Calls for Papers/May 01, 2019

Nature(s), Animals and Landscapes: Perception and Use of the Environment in Byzantium

Nature(s), Animals and Landscapes: Perception and Use of the Environment in Byzantium lead image

Nature(s), Animals and Landscapes: Perception and Use of the Environment in Byzantium, 12th Edition of AEMB’s Byzantine Postgraduate Meetings, Paris, October 11–12, 2019

The 12th edition of the Byzantine Postgraduate Meetings of the Association des étudiants du monde byzantin étude byzantine (AEMB) will be held in Paris on October 11 and 12, 2019. Master’s students from Paris and international PhD candidates are kindly invited to submit a proposal on the topic “Nature(s), animals and landscapes: perception and use of the environment in Byzantium”.

From craggy rocks depicted on an icon to the animals of a Physiologos, from botanical knowledge to astrology, the Eastern Roman empire was populated by non-humans. Wild and domestic animals, plants, stars, seascapes and landscapes all created a setting for individuals to develop in. How did human actors infuse the multiple aspects of Creation with meaning? People have always had to adapt to the constraints of "Nature", interact with the environment so as to benefit from it, understand and predict the "whims" of climate and the ravages of diseases, and, finally, depict a world that, to them, was saturated with meaning and ordered through symbols and analogies.

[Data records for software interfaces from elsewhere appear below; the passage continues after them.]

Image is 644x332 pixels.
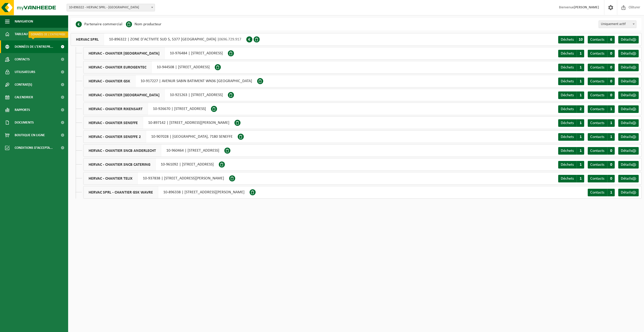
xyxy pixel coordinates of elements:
[618,64,639,71] a: Détails
[558,36,584,43] a: Déchets 10
[558,133,584,141] a: Déchets 1
[15,78,32,91] span: Contrat(s)
[607,36,615,43] span: 6
[84,47,165,59] span: HERVAC - CHANTIER [GEOGRAPHIC_DATA]
[558,105,584,113] a: Déchets 2
[590,66,605,69] span: Contacts
[84,89,165,101] span: HERVAC - CHANTIER [GEOGRAPHIC_DATA]
[84,116,234,129] div: 10-897142 | [STREET_ADDRESS][PERSON_NAME]
[588,77,615,85] a: Contacts 0
[84,61,152,73] span: HERVAC - CHANTIER EUROGENTEC
[618,36,639,43] a: Détails
[577,36,584,43] span: 10
[577,50,584,57] span: 1
[607,77,615,85] span: 0
[84,172,229,185] div: 10-937838 | [STREET_ADDRESS][PERSON_NAME]
[621,79,632,84] span: Détails
[590,190,605,195] span: Contacts
[621,135,632,139] span: Détails
[577,133,584,141] span: 1
[607,147,615,154] span: 0
[607,119,615,127] span: 1
[588,147,615,154] a: Contacts 0
[577,64,584,71] span: 1
[590,162,605,167] span: Contacts
[577,147,584,154] span: 1
[621,107,632,111] span: Détails
[590,121,605,125] span: Contacts
[590,177,605,180] span: Contacts
[561,66,574,69] span: Déchets
[84,186,158,198] span: HERVAC SPRL - CHANTIER GSK WAVRE
[618,133,639,141] a: Détails
[577,161,584,169] span: 1
[558,147,584,154] a: Déchets 1
[561,93,574,97] span: Déchets
[15,15,33,28] span: Navigation
[71,33,104,46] span: HERVAC SPRL
[84,103,211,115] div: 10-926670 | [STREET_ADDRESS]
[67,4,155,11] span: 10-896322 - HERVAC SPRL - BAILLONVILLE
[84,144,224,157] div: 10-960464 | [STREET_ADDRESS]
[621,190,632,195] span: Détails
[618,50,639,57] a: Détails
[618,147,639,154] a: Détails
[561,149,574,153] span: Déchets
[618,189,639,196] a: Détails
[558,175,584,182] a: Déchets 1
[84,130,238,143] div: 10-907028 | [GEOGRAPHIC_DATA], 7180 SENEFFE
[558,119,584,127] a: Déchets 1
[607,161,615,169] span: 0
[15,116,34,129] span: Documents
[621,38,632,42] span: Détails
[607,105,615,113] span: 1
[15,28,42,40] span: Tableau de bord
[84,158,156,171] span: HERVAC - CHANTIER SNCB CATERING
[618,175,639,182] a: Détails
[588,92,615,99] a: Contacts 0
[588,119,615,127] a: Contacts 1
[84,131,146,142] span: HERVAC - CHANTIER SENEFFE 2
[590,51,605,56] span: Contacts
[558,92,584,99] a: Déchets 1
[618,161,639,169] a: Détails
[607,64,615,71] span: 0
[621,162,632,167] span: Détails
[588,161,615,169] a: Contacts 0
[15,53,30,66] span: Contacts
[561,79,574,84] span: Déchets
[66,4,155,11] span: 10-896322 - HERVAC SPRL - BAILLONVILLE
[558,77,584,85] a: Déchets 1
[561,177,574,180] span: Déchets
[219,38,241,41] span: 0696.729.917
[588,189,615,196] a: Contacts 1
[84,61,215,74] div: 10-944508 | [STREET_ADDRESS]
[15,40,53,53] span: Données de l'entrepr...
[588,36,615,43] a: Contacts 6
[84,158,219,171] div: 10-961092 | [STREET_ADDRESS]
[607,189,615,196] span: 1
[84,117,143,129] span: HERVAC - CHANTIER SENEFFE
[588,50,615,57] a: Contacts 0
[607,50,615,57] span: 0
[621,51,632,56] span: Détails
[574,6,599,9] strong: [PERSON_NAME]
[590,149,605,153] span: Contacts
[590,93,605,97] span: Contacts
[126,20,161,28] li: Nom producteur
[618,119,639,127] a: Détails
[84,75,257,87] div: 10-917227 | AVENUR SABIN BATIMENT WN36 [GEOGRAPHIC_DATA]
[590,38,605,42] span: Contacts
[84,186,250,199] div: 10-896338 | [STREET_ADDRESS][PERSON_NAME]
[590,79,605,84] span: Contacts
[618,77,639,85] a: Détails
[621,66,632,69] span: Détails
[577,92,584,99] span: 1
[558,64,584,71] a: Déchets 1
[84,144,161,157] span: HERVAC - CHANTIER SNCB ANDERLECHT
[84,103,148,115] span: HERVAC - CHANTIER RIXENSART
[599,21,636,28] span: Uniquement actif
[84,89,228,101] div: 10-921263 | [STREET_ADDRESS]
[588,105,615,113] a: Contacts 1
[577,119,584,127] span: 1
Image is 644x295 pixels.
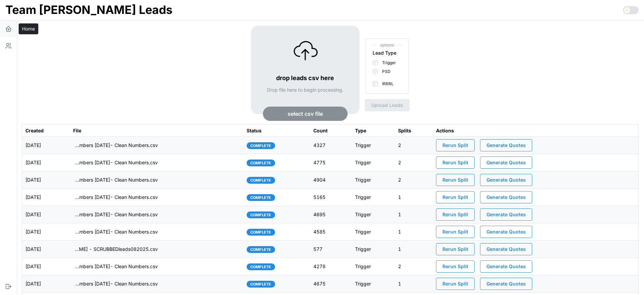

What are the implications of "Nature"? The universalism of this concept, usually opposed to that of "Culture", is currently being challenged in the Humanities and Social Sciences, "Nature" being recognized as a specifically modern Western construct (P. Descola, Par-dela nature et culture, 2005). The aim of this year's Byzantine Postgraduate Meetings in Paris is to ask this very question in Byzantine context, in order to define and illustrate the various relations that the women and men of the Empire maintained with their surroundings.